So they must have had at least one trained pilot on each flight. Admittedly, they wouldn't have need a commercial pilot; an ordinary military pilot would be okay. But even that?
How much is a military pilot worth? More than $20,000? Now multiply that by 5.
This is why there are a limited number of possible organizations capable of pulling this off. Hell, the IRA couldn't have pulled this one off. (Not that they would have, at least not this way - even with the Manchester and Canary Wharf bombs, there were warning calls made.)
And now those five pilots are lost. We just have to hope there's no terrorist organizations out there with 35 pilots in their ranks. Imagine... ugh.
What evidence do you have that Dresden, or Hiroshima, or Nagasaki, was necessary for peace?
Besides, it sounds to me like you're arguing on the side of the terrorists. Assume that bin Laden is responsible for today's attack, and look at it this way:
Great Britain launches an attack against military targets controlled by Germany in World War II; similarly, bin Laden launches attacks against military targets controlled by the United States in the '90s;
Germany responds by bombing civilian targets in Britain; similarly, the United States responds by bombing civilian targets in Afghanistan;
Britain responds by carpet-bombing Dresden; and today, we have... well.
See my point yet?
Note: I loathe Bomber Harris, and think what he did was both unnecessary and wrong. Still, I can't see how what he did is really any different from the terrorist attack today, except that he had a lot more bombs at his disposal and so caused more damage.
It is bigger than Tripoli: 270 people were killed when Reagan ordered the attack on a civilian target. There were more people than that just on the planes.
Bombing Tripoli in the 80's caused an overnight drop in world Terrorism.
That's arguable. Some would say that the Tripoli bombing shifted world terrorist activity from the left to the right: instead of communists doing relatively minor things, instead we had contras bombing civilian targets in Nicaragua and things like that.
However, '80s terrorism aside. Look at the historical example of the Germans in World War II. They bombed the living daylights out of England. The result?
Dresden.
If it does turn out that this was the work of bin Laden, then it's hard to avoid the observation that the U.S. bombed Afghanistan in an attempt to get bin Laden (much like the Nazis bombed England in an attempt to get Churchill), and in response terrorists bombed the biggest civilian target they could find (compare: Bomber Harris vs. modern terrorist).
The only difference was that Bomber Harris had access to a much greater array of weaponry than the terrorists who attacked today. Certainly, the reaction of New Yorkers that I'm hearing on my TV today is similar to the reaction of the Germans when Dresden was bombed.
Massive Attacks Destroy World Trade Center, Hit Pentagon
Photos Reuters Photo Audio/Video
World Trade Center Hit By Planes (Reuters)

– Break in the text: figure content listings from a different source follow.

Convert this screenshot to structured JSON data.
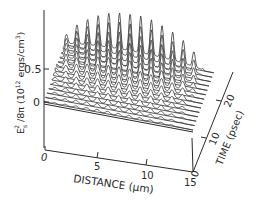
{
  "chart_data": {
    "type": "3d-waterfall",
    "title": "",
    "zlabel": "E_s^2 / 8π (10^12 ergs/cm^3)",
    "zlabel_parts": {
      "main": "E",
      "sub": "s",
      "sup": "2",
      "rest": "/8π (10",
      "exp": "12",
      "units": " ergs/cm",
      "units_exp": "3",
      "close": ")"
    },
    "xlabel": "DISTANCE (μm)",
    "ylabel": "TIME (psec)",
    "z_ticks": [
      "0",
      "0.5"
    ],
    "z_tick_values": [
      0,
      0.5
    ],
    "x_ticks": [
      "0",
      "5",
      "10",
      "15"
    ],
    "x_tick_values": [
      0,
      5,
      10,
      15
    ],
    "y_ticks": [
      "0",
      "10",
      "20"
    ],
    "y_tick_values": [
      0,
      10,
      20
    ],
    "xlim": [
      0,
      15
    ],
    "ylim": [
      0,
      25
    ],
    "zlim": [
      0,
      0.9
    ],
    "series_description": "Stacked traces of E_s^2/8π vs distance at successive times; spatially periodic peaks (~14 across 0–15 μm) grow in amplitude with time, reaching ~0.85 at late times near the left/center.",
    "num_traces": 14,
    "peaks_per_trace": 14,
    "peak_amplitude_by_trace": [
      0.04,
      0.06,
      0.08,
      0.1,
      0.13,
      0.16,
      0.2,
      0.25,
      0.3,
      0.36,
      0.43,
      0.5,
      0.58,
      0.66
    ]
  },
  "labels": {
    "z_tick_0": "0",
    "z_tick_05": "0.5",
    "x_tick_0": "0",
    "x_tick_5": "5",
    "x_tick_10": "10",
    "x_tick_15": "15",
    "y_tick_0": "0",
    "y_tick_10": "10",
    "y_tick_20": "20",
    "xlabel": "DISTANCE (μm)",
    "ylabel": "TIME (psec)",
    "zlabel": "E²/8π (10¹² ergs/cm³)"
  },
  "colors": {
    "ink": "#2a2a2a",
    "background": "#ffffff"
  }
}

By Alan Elsner, National Correspondent
WASHINGTON (Reuters) - Three hijacked planes crashed into
major U.S. landmarks on Tuesday, destroying both of New York's
mighty twin towers, hitting the Pentagon (news - web sites) in Washington and
plunging the United States into unprecedented chaos and panic.
Loss of life was expected to be catastrophic from the
collapse of the giant towers of the World Trade Center where
many thousands of people work. The two enormous edifices both
fell in a huge cloud of smoke and fire two hours after the
initial impacts.
New York Mayor Rudolph Giuliani (news - web sites) said there had been a
''tremendous number of lives lost'' in the attacks on his city.
Another plane crashed near Pittsburgh. It was not clear if
this was another attempted hijacking.
Hospitals in New York were overwhelmed with patients as a
massive cloud billowed into the blue skies over Manhattan where
the city skyline had been dramatically and permanently altered.
``Hundreds of people are burned from head to toe,'' said Dr.
Steven Stern at St. Vincent's Hospital in the Greenwich Village
neighborhood of lower Manhattan.
``The whole of lower Manhattan is coated in half an inch of
dust,'' Reuters reporter Daniel Sternoff said.
BUSH CUTS SHORT VISIT
President Bush (news - web sites) cut short a visit to Florida and rushed back
to Washington to face the greatest crisis of his young
presidency.
He called the deliberate aerial assaults an ``apparent
terrorist attack'', and ordered a full-scale investigation.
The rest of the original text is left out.